Angola was both a new experience and a bit of a surprise. We did not expect to see a modern city filled with cranes building new high rises. The city was clean with good roads and trimmed gardens.
That said, as the ship gained entry to the harbour the water shimmered with oil on the surface. Later in town we saw evidence of the oil with black goop lining the surfaces of the retaining wall around the bay.
Yet we almost didn’t dock. The prior day the captain mentioned that there are limited docking spaces at the port so if there are already cargo ships in place we might not be able to dock. On arrival we learned that this was not the case but rather that they had failed to put out the proper bumpers along the dock to ensure the ship did not smash into the pier. After about a 45-minute delay they complied, manually carried out huge bumpers, and we docked.
Finally we arrived in the capital and largest city of Angola, Luanda.
Angola is the second-largest Portuguese-speaking country after Brazil and the population is the seventh largest in Africa with a population of 37+ million.
Portuguese explorer Paulo Dias de Novais founded the city on January 25, 1576. The city served as the center of the slave trade to Brazil from 1550 to 1836. Over one-hundred years later, still under the Portuguese, black Angolans were forbidden from forming political parties or labour unions. In the early sixties an armed conflict against the Portuguese began and the fight for independence lasted twelve years. The country became independent on November 11, 1975. Subsequently the Angolan Civil War began in 1975 and continued until 2002. It was a power struggle between two former anti-colonial guerrilla movements, the communist People's Movement for the Liberation of Angola (MPLA) and the anti-communist National Union for the Total Independence of Angola (UNITA).
The 27-year war can be divided roughly into three periods of major fighting—from 1975 to 1991, 1992 to 1994 and from 1998 to 2002—with fragile periods of peace. By the time the MPLA achieved victory in 2002, between 500,000 and 800,000 people had died and over one million had been internally displaced. The war devastated Angola's infrastructure and severely damaged public administration, the economy, and religious institutions.
The Angolan Civil War was notable due to the combination of Angola's violent internal dynamics and the exceptional degree of foreign military and political involvement. The war is widely considered a Cold War proxy conflict, as the Soviet Union and the United States, with their respective allies Cuba and South Africa, assisted the opposing factions.
Human Rights Watch estimates UNITA and the government employed more than 6,000 and 3,000 child soldiers, respectively, some forcibly impressed, during the war. Additionally, human rights analysts found that between 5,000 and 8,000 underage girls were married to UNITA militants
This is also the period of the Blood Diamonds from Angola.
- Blood diamonds (also called conflict diamonds, brown diamonds, hot diamonds, or red diamonds) are diamonds mined in a war zone and sold to finance an insurgency, invasion, terrorism, or warlordism. The term is used to highlight the negative consequences of diamond trade in certain areas, or to label an individual diamond as having come from such an area. Diamonds mined during the 20th- and 21st-century civil wars in Angola, Ivory Coast, Sierra Leone, Liberia, Guinea, and Guinea-Bissau have been labeled as such.
Today Angola is nominally a multi-party republic but is widely classified as an authoritarian regime rather than a functioning democracy.
All this history had set our expectations. Yet we found a dynamic, clean, organized and growing city.
Our tour was panoramic with the first stop at the bay for photos. The cathedral was under renovation so we couldn’t visit.
We next visited Fortaleza de Sao Miquel built in 1576 by Paulo Dias de Novais. It became the administrative center of the colony in 1627. It was a major site for slave traffic that was exported to Brazil. The fort is well maintained and contains various weapons, as expected. The room in the center of the fort is beautiful, lined with original blue and white Portuguese tiles. They have likely been restored as the colours are vivid and alive. Surprising to see such beauty inside a military fort.
We walked the ramparts and took photos over the city.
We then drove to the Ilha de Luanda (which is really a peninsula). It’s a seven-kilometer stretch of beautiful beaches.
We drove by the Unknown Soldier Memorial, the Mausoleum of Antonio Agostinho Neto (the first president of the country) and the National Assembly building.
We returned to the ship (note no souvenir shop stops- clearly not many tourists visit the country). Other friends visited a resort and said it was beautiful. The smell in the city isn’t pleasant. You can see the oil refinery from the ship. But our friends said their couple of hours at the beach were pleasant.
After returning we analyzed the situation further. First, the guide shared very little on the history, income or other pertinent facts about the country which most trained tour guides typically focus upon.
The city has a population of almost 10 million (-- a quarter of the entire country’s population). Yet the streets were empty, very odd for a working day.
We had a police escort for the buses on our tour—was that to keep the roads open (which seemed unnecessary) or something else? We left our conversation with the thought that perhaps our experience had been sanitised.
All an all perhaps not the most interesting or dynamic experience but we are glad to have had a small glimpse into this country.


**EXERCISE REQUIREMENTS:** Beginning with the line that contains "Locate an element on the screen. The", retype the entries below exactly, ending with the line that contains "This screenshot has width=1092, height=554.". Leave out any pictures.

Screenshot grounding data
- - - - -

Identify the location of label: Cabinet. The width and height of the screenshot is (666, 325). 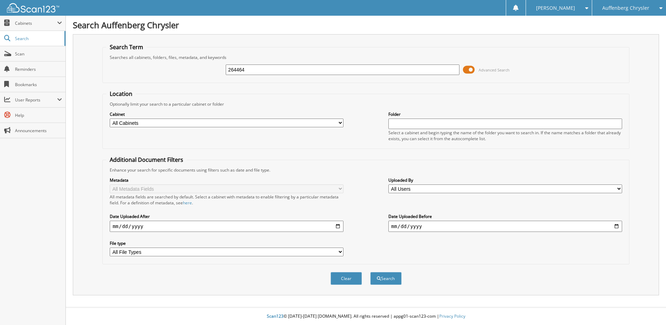
(226, 114).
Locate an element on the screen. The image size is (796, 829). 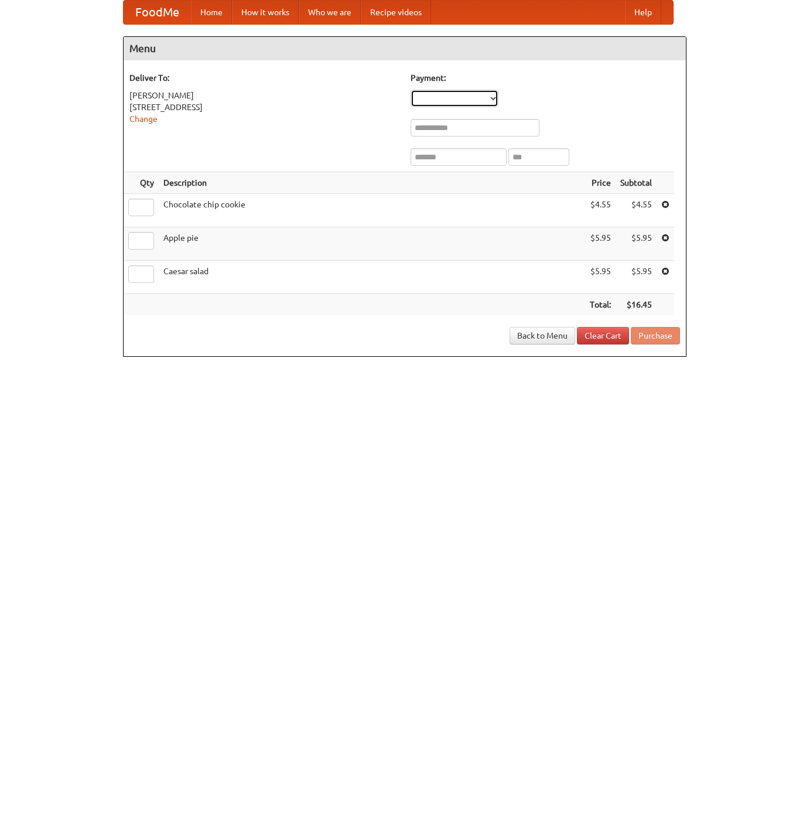
a: Back to Menu is located at coordinates (542, 336).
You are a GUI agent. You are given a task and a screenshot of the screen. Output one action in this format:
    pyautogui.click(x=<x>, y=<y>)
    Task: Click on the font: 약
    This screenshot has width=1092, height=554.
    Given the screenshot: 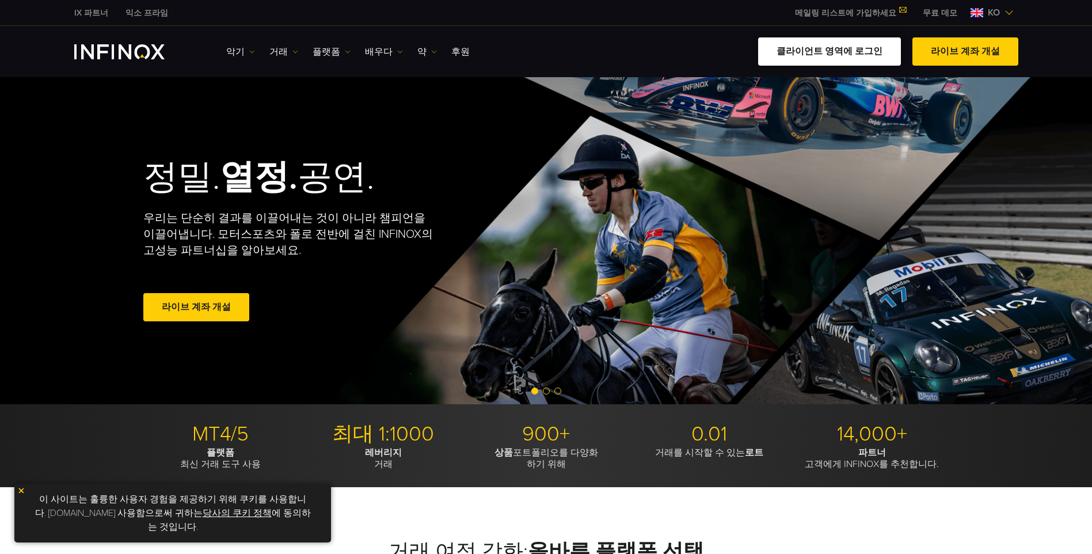 What is the action you would take?
    pyautogui.click(x=422, y=52)
    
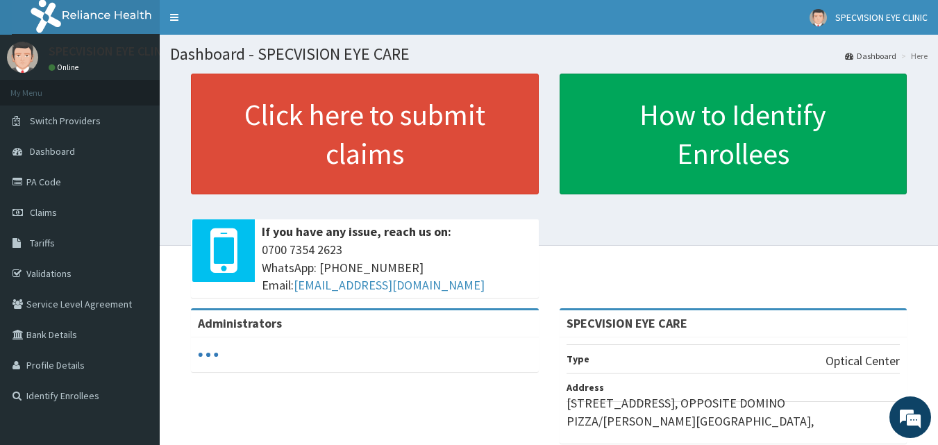 This screenshot has height=445, width=938. I want to click on p: SPECVISION EYE CLINIC, so click(110, 51).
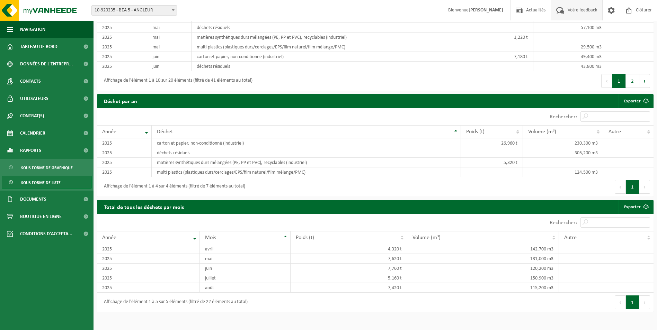 The image size is (657, 330). Describe the element at coordinates (349, 259) in the screenshot. I see `td: 7,620 t` at that location.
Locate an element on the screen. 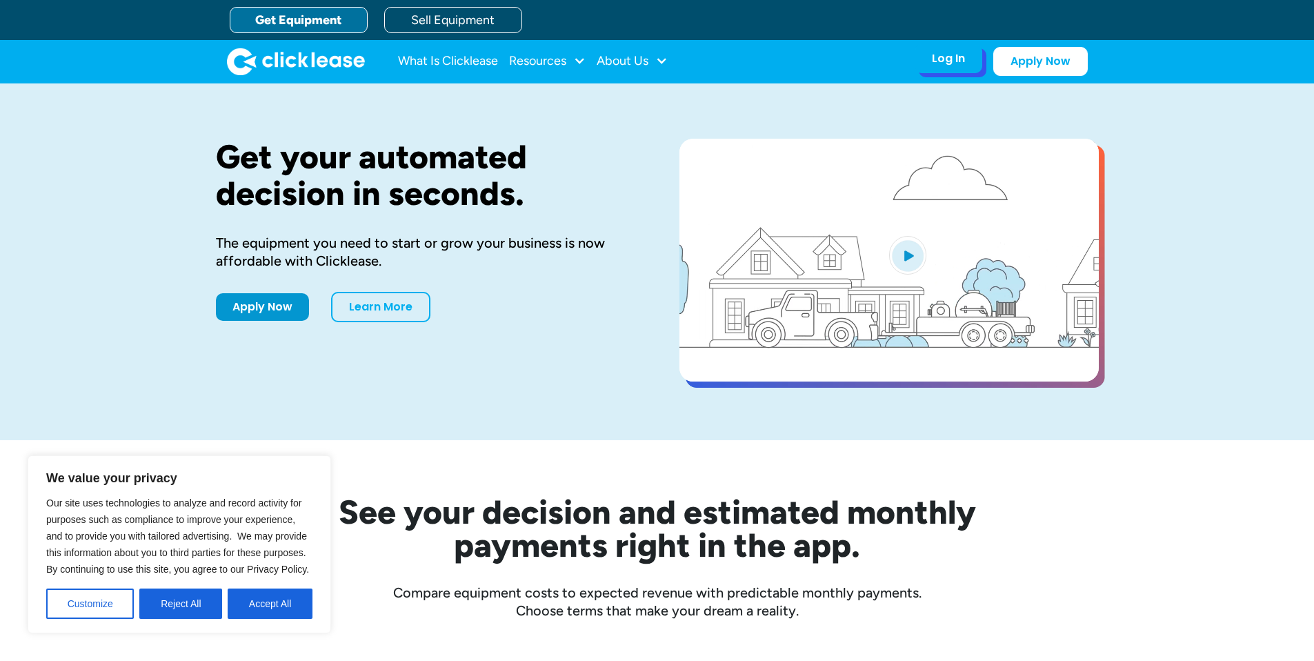 The height and width of the screenshot is (661, 1314). div: We value your privacy is located at coordinates (179, 544).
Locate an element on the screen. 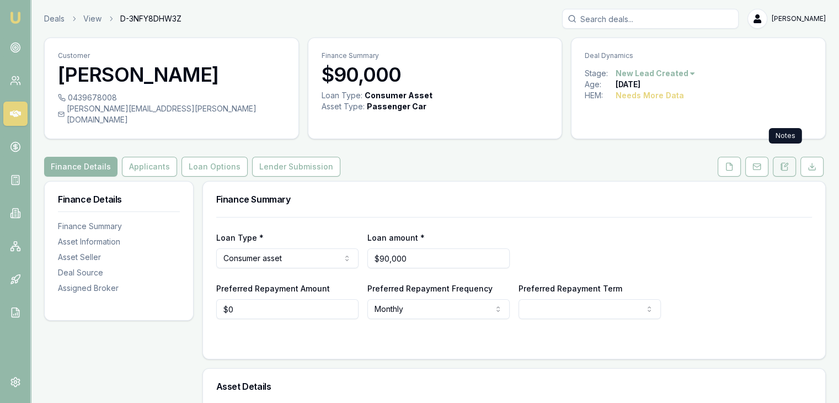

- - - - -

**SOLUTION TO THIS PROBLEM:**
Locate an element on the screen. The image size is (796, 829). 
a: Back to Menu is located at coordinates (542, 336).
You are a GUI agent. You are given a task and a screenshot of the screen. Output one action in this format:
    pyautogui.click(x=<x>, y=<y>)
    Task: Click on the font: 약
    This screenshot has width=1092, height=554.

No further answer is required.